Sleeping on your left side adds another layer of protection. Clinical research has shown that the left-lateral position significantly decreases both esophageal acid exposure and the total number of reflux episodes compared to sleeping on your right side, your back, or flat. The anatomy of your stomach makes this work: when you lie on your left, the junction between your esophagus and stomach sits above the acid pool rather than submerged in it. Combining a wedge with left-side sleeping produces the best results.

Ginger and Other Natural Options

Ginger has a useful and somewhat unusual effect on the digestive tract. It improves the movement and tone of the stomach (helping it empty faster) while simultaneously relaxing spasms in the gut wall. This dual action, documented by the University of Wisconsin’s integrative medicine program, is rare among natural remedies. Faster gastric emptying means food and acid spend less time in your stomach, reducing the opportunity for reflux. Fresh ginger tea, ginger chews, or ginger capsules before meals are common ways to use it.

Other approaches with some evidence include chewing non-mint gum after meals (which stimulates saliva that neutralizes acid in the esophagus) and drinking non-citrus herbal teas like chamomile. Aloe vera juice is sometimes recommended, though the evidence is thinner.

Risks of Long-Term Acid Suppression

If you’ve been taking a proton pump inhibitor for months or years, it’s worth understanding the trade-offs. A meta-analysis published in the Journal of Neurogastroenterology and Motility found that long-term PPI users had a 30% higher risk of fractures at any site compared to nonusers, along with a 49% increase in spinal fractures specifically. The connection likely involves reduced absorption of calcium and vitamin B12 when stomach acid is chronically low.

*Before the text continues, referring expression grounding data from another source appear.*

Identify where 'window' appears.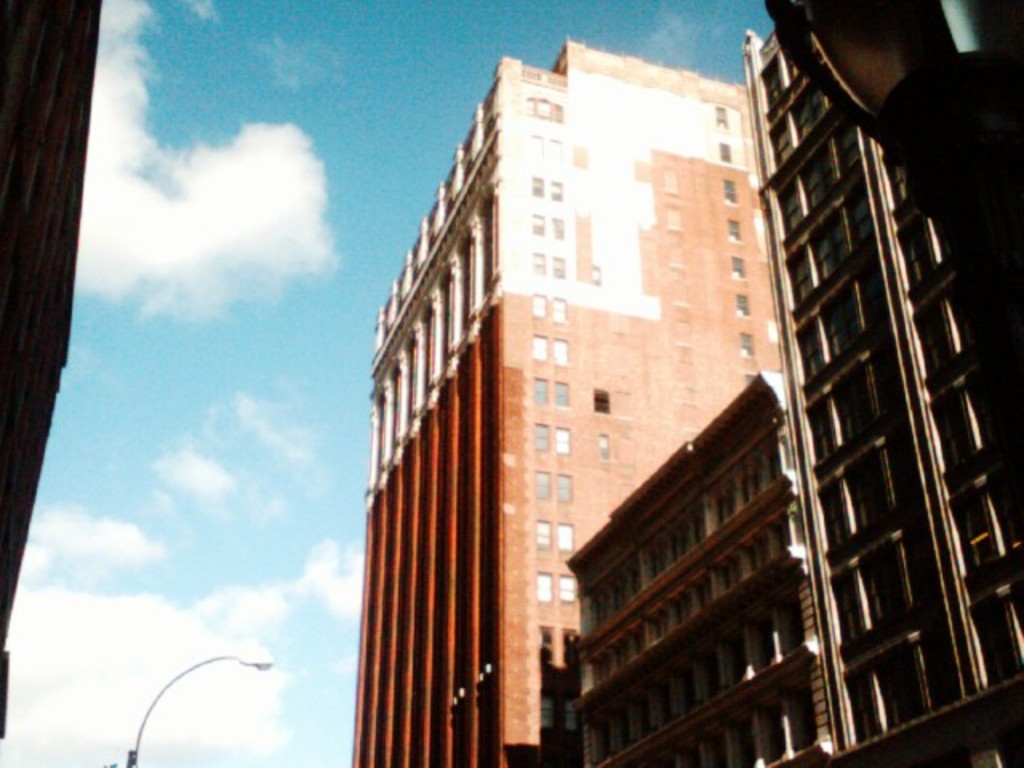
Appears at [738,718,757,766].
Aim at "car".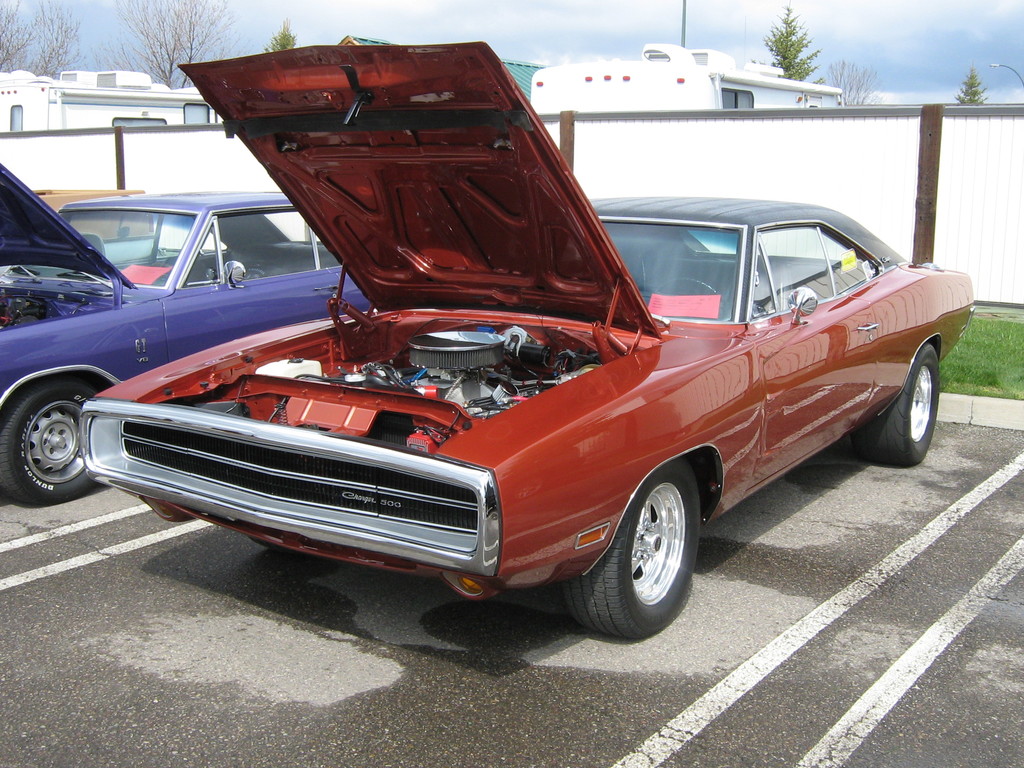
Aimed at {"x1": 0, "y1": 161, "x2": 379, "y2": 508}.
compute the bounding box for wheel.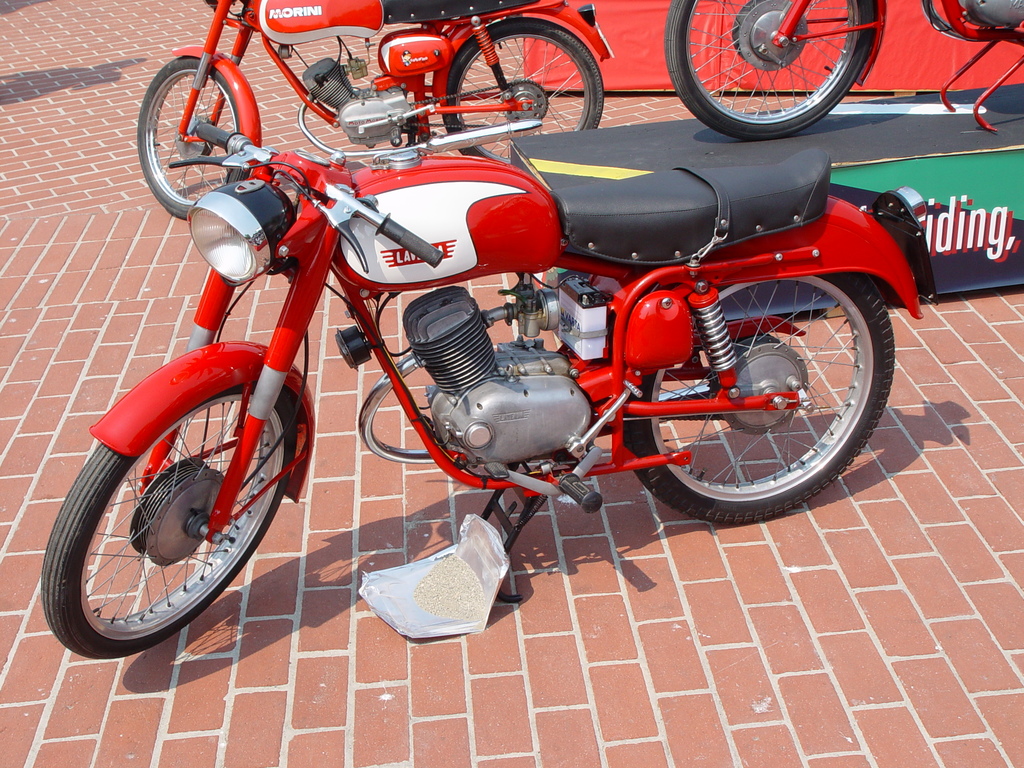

Kidney health is another concern. PPI use is associated with increased risk of both sudden kidney injury and chronic kidney disease. One systematic review calculated a number needed to harm of 27 for acute kidney injury, meaning that for every 27 long-term users, one develops the condition who otherwise wouldn’t have. Over half of patients who develop PPI-related kidney inflammation don’t fully recover, which can progress to chronic kidney disease.

None of this means you should abruptly stop a PPI if you genuinely need one. These medications are effective and sometimes necessary. But many people drift into long-term use after starting a short course and never reassess. If you’ve been on one for more than eight weeks without a specific diagnosis requiring it, it’s reasonable to explore stepping down to an H2 blocker or managing symptoms with diet and lifestyle changes instead.

When Symptoms Might Not Mean Excess Acid

Cleveland Clinic notes that in the U.S., people most often attribute digestive problems to too much stomach acid and reach for acid-suppressing medication. But chronic reflux, throat irritation, and heartburn can also be caused by too little stomach acid. When your stomach doesn’t produce enough acid, food digests poorly and creates gas bubbles that rise into the esophagus, carrying traces of acid with them. Even tiny amounts of acid in your throat can feel like a flood.

The key difference: people with low stomach acid often experience bloating, a feeling of fullness long after eating, and undigested food in their stool, alongside their reflux symptoms. If you’re taking acid reducers and your symptoms are getting worse or simply not improving, low stomach acid is a possibility worth investigating with a healthcare provider rather than adding more suppression on top.